When the Cunard introduced Lusitania and Mauretania in 1907, the White Star Line immediately felt the pinch as more and more people flocked to sail on the new Cunard leviathans. Bruce Ismay, the managing director of International Mercantile Marine; White Star's parent company, knew that his line would have to build ships far superior to Cunard's, both in size and luxury if they were compete. Speed would not be the issue. Lusitania and her sister were extremely fast but both were also notorious for noise and vibration. Ismay wanted big and glamorous. His giants would certainly be swift, but his intent was that their interiors rival even the most regal of palaces. The would be the most elegant ships ever to sail the oceans.


Ismay turned to White Star's ship builders at the Harland & Wolff Ship Yards in Belfast, Ireland. Lord William J. Pirrie, the managing director and controlling chairman of Harland & Wolff sat down with Ismay one summer evening and over some fine brandy or scotch, drew up preliminary plans for three ships that would impact the history of ocean liners in ways neither man could imagine at the time.

Ismay's dream was of three ocean greyhounds 900 feet in length adorned with the finest of everything; silk, oak, crystal and gold. The vessels would be "...the largest moving object(s) ever created by the hand of man." As I have and will continue to point out, this phrase became somewhat passé towards the 1920's as just about every ship built seemed to claim it.


Lord Pirrie took Ismay's sketches back to his engineers. His nephew, Thomas Andrews was managing director of the design department. Andrews and his team drafted the plans for the vessels. At first three funnels were called for with four masts. However, numerous masts were the mark of a sailing vessel; these ships were to be the queens of a new era. A fourth funnel, a dummy that could be used for ventilation, was added. The public felt that vessels with four stacks were safer because they were larger and sturdier. The number of masts was reduced to two, one fore and one aft. The antenna for the marconi wireless apparatus would be strung between the masts. Fifteen vertical bulkheads spanning the width of each ship would divide the length of the hull into watertight compartments. Accessible to each other through doors that could closed from the bridge, the compartments could be sealed off in the event of an emergency. Any four (or the first five) could be flooded and the ship would stay afloat.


Every line below that has the string "ffffff" needs to be copied.

*** Data listing ***

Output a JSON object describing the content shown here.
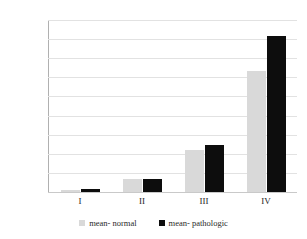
{
  "chart_data": {
    "type": "bar",
    "title": "",
    "subtitle": "",
    "xlabel": "",
    "ylabel": "",
    "categories": [
      "I",
      "II",
      "III",
      "IV"
    ],
    "series": [
      {
        "name": "mean- normal",
        "color": "#d9d9d9",
        "values": [
          60,
          330,
          1110,
          3170
        ]
      },
      {
        "name": "mean- pathologic",
        "color": "#0d0d0d",
        "values": [
          70,
          335,
          1240,
          4070
        ]
      }
    ],
    "ylim": [
      0,
      4500
    ],
    "ytick_labels": [
      "0",
      "500",
      "1000",
      "1500",
      "2000",
      "2500",
      "3000",
      "3500",
      "4000",
      "4500"
    ],
    "ytick_values": [
      0,
      500,
      1000,
      1500,
      2000,
      2500,
      3000,
      3500,
      4000,
      4500
    ],
    "grid": true,
    "legend_position": "bottom"
  }
}
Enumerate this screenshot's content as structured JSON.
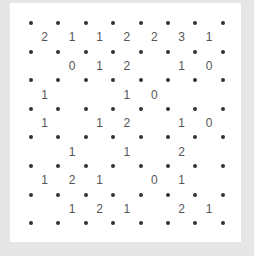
{
  "puzzle": {
    "type": "slitherlink",
    "rows": 7,
    "cols": 7,
    "dot_color": "#333333",
    "clue_color": "#555555",
    "background_color": "#e6e6e6",
    "panel_color": "#ffffff",
    "clues": [
      [
        "2",
        "1",
        "1",
        "2",
        "2",
        "3",
        "1"
      ],
      [
        "",
        "0",
        "1",
        "2",
        "",
        "1",
        "0"
      ],
      [
        "1",
        "",
        "",
        "1",
        "0",
        "",
        ""
      ],
      [
        "1",
        "",
        "1",
        "2",
        "",
        "1",
        "0"
      ],
      [
        "",
        "1",
        "",
        "1",
        "",
        "2",
        ""
      ],
      [
        "1",
        "2",
        "1",
        "",
        "0",
        "1",
        ""
      ],
      [
        "",
        "1",
        "2",
        "1",
        "",
        "2",
        "1"
      ]
    ]
  }
}
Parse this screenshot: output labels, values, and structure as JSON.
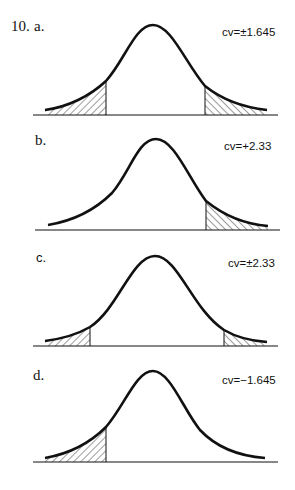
{
  "problem_number": "10.",
  "panels": [
    {
      "label": "a.",
      "cv_text": "cv=±1.645",
      "tails": "two-tailed",
      "critical_values": [
        -1.645,
        1.645
      ]
    },
    {
      "label": "b.",
      "cv_text": "cv=+2.33",
      "tails": "right-tailed",
      "critical_values": [
        2.33
      ]
    },
    {
      "label": "c.",
      "cv_text": "cv=±2.33",
      "tails": "two-tailed",
      "critical_values": [
        -2.33,
        2.33
      ]
    },
    {
      "label": "d.",
      "cv_text": "cv=−1.645",
      "tails": "left-tailed",
      "critical_values": [
        -1.645
      ]
    }
  ]
}
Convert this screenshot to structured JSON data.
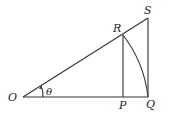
{
  "diagram": {
    "title": "",
    "points": {
      "O": {
        "label": "O",
        "x": 23,
        "y": 97
      },
      "P": {
        "label": "P",
        "x": 123,
        "y": 97
      },
      "Q": {
        "label": "Q",
        "x": 148,
        "y": 97
      },
      "R": {
        "label": "R",
        "x": 123,
        "y": 35
      },
      "S": {
        "label": "S",
        "x": 148,
        "y": 18
      }
    },
    "angle": {
      "label": "θ",
      "vertex": "O"
    },
    "segments": [
      "OQ",
      "OS",
      "SQ",
      "RP"
    ],
    "arcs": [
      "RQ (centered at O)"
    ],
    "colors": {
      "line": "#333333",
      "text": "#222222",
      "background": "#ffffff"
    }
  }
}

*** End of Data listing ***

> _Exercise result_:
    "panel_color": "#ffffff",
      "background": "#ffffff"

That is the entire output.